Despite the extensive research and enhanced knowledge regarding wound treatment strategies for quality wound healing, the treatment of hard-to-heal chronic wounds and larger wounds still remains a major challenge in the skin regeneration and wound care domain. As multiple cellular and molecular mechanisms are associated with wound healing, no single treatment is sufficient for complete wound healing. To overcome these limitations and further advance the knowledge that is related to wound healing, various emerging and innovative treatment strategies have been explored in recent years such as nanotherapeutics, stem cell research, 3D bioprinting-based strategies, cold plasma therapy, and platelet-rich plasma therapy, etc. Herein, we have provided an overview of the different innovative strategies that are employed currently for improved wound healing along with their advantages and shortcomings. These approaches are either utilized alone or combined in order to provide faster wound healing. These emerging strategies and approaches for the acceleration of wound healing have opened several avenues and hopes for wound care in patients that are suffering from hard-to-heal complex wounds. Furthermore, challenges that are associated with these innovative approaches and future prospective has been discussed to augment the wound care and management. Taken together, advancements of various technologies and exploration of newer and innovative approaches holds great potential for quality wound healing.

Author Contributions

P.K.—Conceptualization, literature collection, writing original draft; S.N.—literature collection, review manuscript; A.A.A.Y.—literature, review, figures drawing; D.N.—literature collection, review manuscript; N.D.—Conceptualization, literature collection, review and edit manuscript, supervision.
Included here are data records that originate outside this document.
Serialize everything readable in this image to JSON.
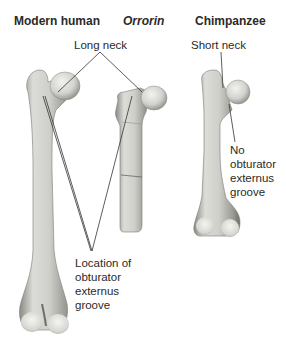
{
  "diagram": {
    "columns": [
      {
        "id": "modern-human",
        "title": "Modern human",
        "italic": false
      },
      {
        "id": "orrorin",
        "title": "Orrorin",
        "italic": true
      },
      {
        "id": "chimpanzee",
        "title": "Chimpanzee",
        "italic": false
      }
    ],
    "labels": {
      "long_neck": "Long neck",
      "short_neck": "Short neck",
      "no_groove": [
        "No",
        "obturator",
        "externus",
        "groove"
      ],
      "location_groove": [
        "Location of",
        "obturator",
        "externus",
        "groove"
      ]
    },
    "colors": {
      "bone_light": "#e9e9e6",
      "bone_mid": "#bdbdb8",
      "bone_dark": "#6f6f6a",
      "leader_line": "#333333"
    }
  }
}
All authors have read and agreed to the published version of the manuscript.

Institutional Review Board Statement

Not applicable.

Informed Consent Statement

Not applicable.

Data Availability Statement

Not applicable.

Conflicts of Interest

The authors declare no conflict of interest.

Funding Statement

This research received no external funding.

Footnotes

Publisher’s Note: MDPI stays neutral with regard to jurisdictional claims in published maps and institutional affiliations.